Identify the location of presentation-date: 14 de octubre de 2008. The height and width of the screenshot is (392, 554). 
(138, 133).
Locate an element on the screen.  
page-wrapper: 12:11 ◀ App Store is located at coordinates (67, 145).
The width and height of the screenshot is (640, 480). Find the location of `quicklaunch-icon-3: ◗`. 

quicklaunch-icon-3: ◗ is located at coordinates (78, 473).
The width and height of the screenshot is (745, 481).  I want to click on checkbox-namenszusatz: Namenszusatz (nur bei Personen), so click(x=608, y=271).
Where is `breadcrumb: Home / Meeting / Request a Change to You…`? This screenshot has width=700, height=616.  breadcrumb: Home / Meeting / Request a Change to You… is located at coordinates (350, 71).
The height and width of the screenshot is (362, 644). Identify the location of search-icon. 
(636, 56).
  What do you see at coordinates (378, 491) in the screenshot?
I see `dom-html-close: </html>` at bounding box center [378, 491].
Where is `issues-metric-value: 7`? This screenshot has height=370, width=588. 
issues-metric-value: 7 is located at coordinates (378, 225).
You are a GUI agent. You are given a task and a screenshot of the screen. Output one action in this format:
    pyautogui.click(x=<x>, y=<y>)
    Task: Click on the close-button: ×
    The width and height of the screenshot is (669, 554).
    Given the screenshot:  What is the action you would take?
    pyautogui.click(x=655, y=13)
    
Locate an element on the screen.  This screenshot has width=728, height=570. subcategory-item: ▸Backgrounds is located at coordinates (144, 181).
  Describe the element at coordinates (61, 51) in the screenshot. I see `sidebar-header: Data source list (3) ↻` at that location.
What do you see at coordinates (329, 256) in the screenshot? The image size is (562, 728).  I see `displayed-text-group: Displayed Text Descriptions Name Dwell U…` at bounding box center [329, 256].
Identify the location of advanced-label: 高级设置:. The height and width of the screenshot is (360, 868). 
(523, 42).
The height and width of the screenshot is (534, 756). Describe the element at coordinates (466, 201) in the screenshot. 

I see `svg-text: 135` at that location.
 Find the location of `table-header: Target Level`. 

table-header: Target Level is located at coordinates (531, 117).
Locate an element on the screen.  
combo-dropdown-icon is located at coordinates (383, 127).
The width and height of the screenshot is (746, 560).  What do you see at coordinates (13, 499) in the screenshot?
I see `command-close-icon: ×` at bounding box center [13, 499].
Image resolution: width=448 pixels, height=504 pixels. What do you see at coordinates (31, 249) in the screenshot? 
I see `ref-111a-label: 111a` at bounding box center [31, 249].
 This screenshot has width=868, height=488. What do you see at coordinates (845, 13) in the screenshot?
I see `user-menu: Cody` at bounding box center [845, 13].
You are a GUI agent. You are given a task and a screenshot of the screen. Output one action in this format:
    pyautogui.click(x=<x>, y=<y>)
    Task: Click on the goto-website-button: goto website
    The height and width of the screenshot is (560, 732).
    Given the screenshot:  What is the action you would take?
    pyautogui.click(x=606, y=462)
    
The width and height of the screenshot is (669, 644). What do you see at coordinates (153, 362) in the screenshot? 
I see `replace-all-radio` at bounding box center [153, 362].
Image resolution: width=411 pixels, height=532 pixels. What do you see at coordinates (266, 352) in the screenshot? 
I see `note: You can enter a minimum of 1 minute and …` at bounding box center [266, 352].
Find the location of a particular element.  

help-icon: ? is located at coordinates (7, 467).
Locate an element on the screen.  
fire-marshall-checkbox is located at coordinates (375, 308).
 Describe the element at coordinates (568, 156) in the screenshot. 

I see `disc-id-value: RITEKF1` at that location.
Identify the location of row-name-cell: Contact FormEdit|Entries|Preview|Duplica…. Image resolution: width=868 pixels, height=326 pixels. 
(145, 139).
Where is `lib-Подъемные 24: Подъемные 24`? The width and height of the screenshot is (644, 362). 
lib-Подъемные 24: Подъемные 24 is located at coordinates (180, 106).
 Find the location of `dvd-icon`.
- - - -
▶ **Problem details**
Return the listing above in its entirety, word for word.

▶ **Response below**
Identify the location of presentation-date: 14 de octubre de 2008. The height and width of the screenshot is (392, 554). 
(138, 133).
Locate an element on the screen.  
page-wrapper: 12:11 ◀ App Store is located at coordinates (67, 145).
The width and height of the screenshot is (640, 480). Find the location of `quicklaunch-icon-3: ◗`. 

quicklaunch-icon-3: ◗ is located at coordinates (78, 473).
The width and height of the screenshot is (745, 481).  I want to click on checkbox-namenszusatz: Namenszusatz (nur bei Personen), so click(x=608, y=271).
Where is `breadcrumb: Home / Meeting / Request a Change to You…`? This screenshot has width=700, height=616.  breadcrumb: Home / Meeting / Request a Change to You… is located at coordinates (350, 71).
The height and width of the screenshot is (362, 644). Identify the location of search-icon. 
(636, 56).
  What do you see at coordinates (378, 491) in the screenshot?
I see `dom-html-close: </html>` at bounding box center [378, 491].
Where is `issues-metric-value: 7`? This screenshot has height=370, width=588. 
issues-metric-value: 7 is located at coordinates (378, 225).
You are a GUI agent. You are given a task and a screenshot of the screen. Output one action in this format:
    pyautogui.click(x=<x>, y=<y>)
    Task: Click on the close-button: ×
    The width and height of the screenshot is (669, 554).
    Given the screenshot:  What is the action you would take?
    pyautogui.click(x=655, y=13)
    
Locate an element on the screen.  This screenshot has width=728, height=570. subcategory-item: ▸Backgrounds is located at coordinates (144, 181).
  Describe the element at coordinates (61, 51) in the screenshot. I see `sidebar-header: Data source list (3) ↻` at that location.
What do you see at coordinates (329, 256) in the screenshot? The image size is (562, 728).  I see `displayed-text-group: Displayed Text Descriptions Name Dwell U…` at bounding box center [329, 256].
Identify the location of advanced-label: 高级设置:. The height and width of the screenshot is (360, 868). 
(523, 42).
The height and width of the screenshot is (534, 756). Describe the element at coordinates (466, 201) in the screenshot. 

I see `svg-text: 135` at that location.
 Find the location of `table-header: Target Level`. 

table-header: Target Level is located at coordinates (531, 117).
Locate an element on the screen.  
combo-dropdown-icon is located at coordinates (383, 127).
The width and height of the screenshot is (746, 560).  What do you see at coordinates (13, 499) in the screenshot?
I see `command-close-icon: ×` at bounding box center [13, 499].
Image resolution: width=448 pixels, height=504 pixels. What do you see at coordinates (31, 249) in the screenshot? 
I see `ref-111a-label: 111a` at bounding box center [31, 249].
 This screenshot has width=868, height=488. What do you see at coordinates (845, 13) in the screenshot?
I see `user-menu: Cody` at bounding box center [845, 13].
You are a GUI agent. You are given a task and a screenshot of the screen. Output one action in this format:
    pyautogui.click(x=<x>, y=<y>)
    Task: Click on the goto-website-button: goto website
    The height and width of the screenshot is (560, 732).
    Given the screenshot:  What is the action you would take?
    pyautogui.click(x=606, y=462)
    
The width and height of the screenshot is (669, 644). What do you see at coordinates (153, 362) in the screenshot? 
I see `replace-all-radio` at bounding box center [153, 362].
Image resolution: width=411 pixels, height=532 pixels. What do you see at coordinates (266, 352) in the screenshot? 
I see `note: You can enter a minimum of 1 minute and …` at bounding box center [266, 352].
Find the location of a particular element.  

help-icon: ? is located at coordinates (7, 467).
Locate an element on the screen.  
fire-marshall-checkbox is located at coordinates (375, 308).
 Describe the element at coordinates (568, 156) in the screenshot. 

I see `disc-id-value: RITEKF1` at that location.
Identify the location of row-name-cell: Contact FormEdit|Entries|Preview|Duplica…. Image resolution: width=868 pixels, height=326 pixels. 
(145, 139).
Where is `lib-Подъемные 24: Подъемные 24`? The width and height of the screenshot is (644, 362). 
lib-Подъемные 24: Подъемные 24 is located at coordinates (180, 106).
 Find the location of `dvd-icon`.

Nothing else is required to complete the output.